I never truly understood this piece of folksy advice that Christ offers to his apostles after they ask him to increase their faith. Like you, I know I have asked for things “in faith” that never came to be; mulberry trees that never were uprooted. Relationships I prayed about still fell apart. Jobs I wanted didn’t work out. Death of a loved one still occurred. Tree after tree remained firmly planted, not even bending toward the ocean. Didn’t I have faith the size of a mustard seed? No doubt, we’ve all asked ourselves the same question. Why is God silent? What’s wrong with my prayer? Don’t I have faith?


I realize now, however, that in coming to understand this passage, I wasn’t getting the whole picture. Immediately before this moment, the Lord made it clear to his followers that forgiveness was vital – the one thing necessary – to loving God and our neighbor. It was the foundation of God’s covenantal love, and the very reason why he went to Calvary: to forgive us and show us how to forgive one another.

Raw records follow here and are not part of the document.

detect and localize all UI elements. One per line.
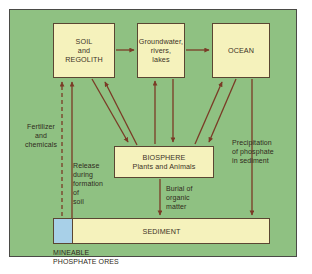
node-sediment-label: SEDIMENT (143, 227, 181, 236)
label-release-during-formation-of-soil: Release during formation of soil (73, 161, 117, 206)
node-sediment: SEDIMENT (53, 218, 270, 244)
node-mineable-phosphate-ores-block (53, 218, 73, 244)
node-groundwater-label: Groundwater, rivers, lakes (139, 37, 183, 64)
arrow-biosphere-to-soil (105, 82, 137, 145)
node-biosphere: BIOSPHERE Plants and Animals (114, 146, 214, 178)
node-soil-label: SOIL and REGOLITH (65, 37, 103, 64)
node-groundwater-rivers-lakes: Groundwater, rivers, lakes (137, 23, 185, 78)
phosphorus-cycle-figure: SOIL and REGOLITH Groundwater, rivers, l… (0, 0, 312, 274)
node-ocean-label: OCEAN (228, 46, 254, 55)
label-fertilizer-and-chemicals: Fertilizer and chemicals (20, 122, 62, 149)
label-precipitation-of-phosphate-in-sediment: Precipitation of phosphate in sediment (232, 138, 294, 165)
arrow-biosphere-to-ocean (195, 82, 222, 144)
label-mineable-phosphate-ores: MINEABLE PHOSPHATE ORES (53, 248, 173, 266)
label-burial-of-organic-matter: Burial of organic matter (166, 184, 208, 211)
node-biosphere-label: BIOSPHERE Plants and Animals (133, 153, 196, 171)
diagram-plate: SOIL and REGOLITH Groundwater, rivers, l… (9, 9, 297, 257)
node-soil-and-regolith: SOIL and REGOLITH (53, 23, 115, 78)
node-ocean: OCEAN (212, 23, 270, 78)
arrow-ocean-to-biosphere (209, 79, 236, 142)
arrow-soil-to-biosphere (92, 79, 128, 142)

Thus, when he tells his disciples that they can move mulberry trees, Jesus uses the image of a deeply-rooted, seemingly-unmovable shrub in order to remind us that in Him, forgiveness is possible – that trees of anger and fear that latch-on can be moved to the oceans of mercy that await.


The hate we hold onto is our mulberry tree, deeply rooted in our hearts. That hate comes in many forms these days – and it might be worth asking: where (and what) is that mulberry tree in your life right now? What won’t you let go off? Whom won’t you forgive?

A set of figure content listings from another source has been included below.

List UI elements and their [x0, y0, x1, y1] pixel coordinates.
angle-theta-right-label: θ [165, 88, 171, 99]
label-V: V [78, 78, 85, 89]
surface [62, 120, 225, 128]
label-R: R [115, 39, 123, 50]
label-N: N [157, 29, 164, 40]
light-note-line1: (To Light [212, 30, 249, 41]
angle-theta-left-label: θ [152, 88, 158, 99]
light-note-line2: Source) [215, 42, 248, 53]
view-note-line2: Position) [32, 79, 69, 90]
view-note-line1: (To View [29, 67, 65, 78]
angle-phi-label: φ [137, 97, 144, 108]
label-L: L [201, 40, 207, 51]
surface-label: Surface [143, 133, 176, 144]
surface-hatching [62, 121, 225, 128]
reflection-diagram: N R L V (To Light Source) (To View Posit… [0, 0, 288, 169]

Pray with that thought or that emotion and then take the advice of Christ: mustard seed your mulberry tree. The littlest of all seeds – the mustard seed – is one that grows beautifully to shade us from the heat of the noonday sun and safely shelter all the different birds of the sky. With patience and watering, the mustard seed will bloom in time and can do the difficult work of digging-up roots of hate.


Our task, then: Mustard seed your mulberry tree roots by praying daily for the one who hurt you, even if you don’t feel like it would make a difference.

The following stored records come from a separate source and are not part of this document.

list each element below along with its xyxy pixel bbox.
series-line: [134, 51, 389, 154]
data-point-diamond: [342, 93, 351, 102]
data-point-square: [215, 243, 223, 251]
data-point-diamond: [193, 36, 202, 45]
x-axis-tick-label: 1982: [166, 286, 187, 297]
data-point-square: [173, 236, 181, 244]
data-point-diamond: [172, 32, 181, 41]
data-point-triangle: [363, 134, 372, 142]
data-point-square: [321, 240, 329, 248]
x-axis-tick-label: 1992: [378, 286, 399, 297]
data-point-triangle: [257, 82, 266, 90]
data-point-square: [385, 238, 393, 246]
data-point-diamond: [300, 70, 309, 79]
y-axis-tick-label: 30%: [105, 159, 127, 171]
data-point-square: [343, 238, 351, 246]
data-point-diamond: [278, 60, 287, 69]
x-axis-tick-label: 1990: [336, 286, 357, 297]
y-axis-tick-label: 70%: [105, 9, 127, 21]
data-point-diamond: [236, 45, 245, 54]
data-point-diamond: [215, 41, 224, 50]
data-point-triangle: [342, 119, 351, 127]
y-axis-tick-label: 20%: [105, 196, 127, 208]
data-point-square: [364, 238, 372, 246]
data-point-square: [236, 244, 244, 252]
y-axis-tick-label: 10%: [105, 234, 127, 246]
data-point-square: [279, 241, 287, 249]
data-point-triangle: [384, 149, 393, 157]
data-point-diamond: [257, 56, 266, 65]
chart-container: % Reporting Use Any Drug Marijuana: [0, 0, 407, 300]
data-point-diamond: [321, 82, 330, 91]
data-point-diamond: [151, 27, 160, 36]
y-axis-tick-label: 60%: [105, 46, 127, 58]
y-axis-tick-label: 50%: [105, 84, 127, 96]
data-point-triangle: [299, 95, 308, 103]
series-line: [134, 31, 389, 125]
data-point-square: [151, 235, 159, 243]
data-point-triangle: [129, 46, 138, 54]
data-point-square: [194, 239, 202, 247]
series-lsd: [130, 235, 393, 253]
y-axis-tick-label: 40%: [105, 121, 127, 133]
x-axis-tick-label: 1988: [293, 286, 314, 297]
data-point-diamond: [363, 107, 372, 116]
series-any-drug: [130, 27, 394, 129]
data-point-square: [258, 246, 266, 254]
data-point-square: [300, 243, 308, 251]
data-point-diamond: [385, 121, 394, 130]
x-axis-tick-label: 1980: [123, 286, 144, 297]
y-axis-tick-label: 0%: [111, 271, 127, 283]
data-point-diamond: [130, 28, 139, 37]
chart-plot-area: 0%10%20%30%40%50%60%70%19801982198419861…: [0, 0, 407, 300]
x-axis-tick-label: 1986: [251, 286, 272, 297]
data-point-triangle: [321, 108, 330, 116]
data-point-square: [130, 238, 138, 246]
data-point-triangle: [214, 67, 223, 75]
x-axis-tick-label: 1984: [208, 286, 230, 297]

Mustard seed your mulberry roots by finding ways to serve and love those who have been hurt or harmed by others.


Mustard seed your mulberry tree by repeating the very words of the One who went to the Cross to forgive me for my sins, and the sins of each one of us: “Father, forgive them. They know not what they do.”


That supreme act of sacrificial outpouring love from the Cross forever moved the mulberry tree, but the Lord leaves it to us to choose if we want to allow that same tree to be moved within us. Hate is a decision we make, often daily. What will you (and I) choose? Will we take Paul’s words to Timothy to heart: “Stir into flame the gift of God given to you, not of cowardice but of power and love and self-control?” Will we accept the fact that Jesus died so that we could be forgiven and offer that mercy in return?


That final piece of the Gospel advice from Jesus is also quite telling when you stop to pray with it. Yes, it is true that we are unprofitable servants. Everything we have comes from God. Everything.  Knowing this keeps us humble and open to faith and forgiveness as a gift.


Yet, I’m also thinking about what Jesus says in terms of that gift: what wealthy person invites his servants to sit and waits on them, instead of the other way around? Isn’t the servant the one who is supposed to wait on the master? To this, of course, we’d all say yes. That’s the way it’s supposed to work.


Except: the Master did invite us to sit at table as he washed the feet of his servants, showing them on the night of the Last Supper what true servant-leadership looks like. As He has done, so must we. And in so doing, that’s how faith grows and mulberry trees of hate are uprooted, all because Jesus showed us the way. 



As did a Christian gentleman on PBS named Mr. Rogers – planting mustard seeds in plastic wading pools.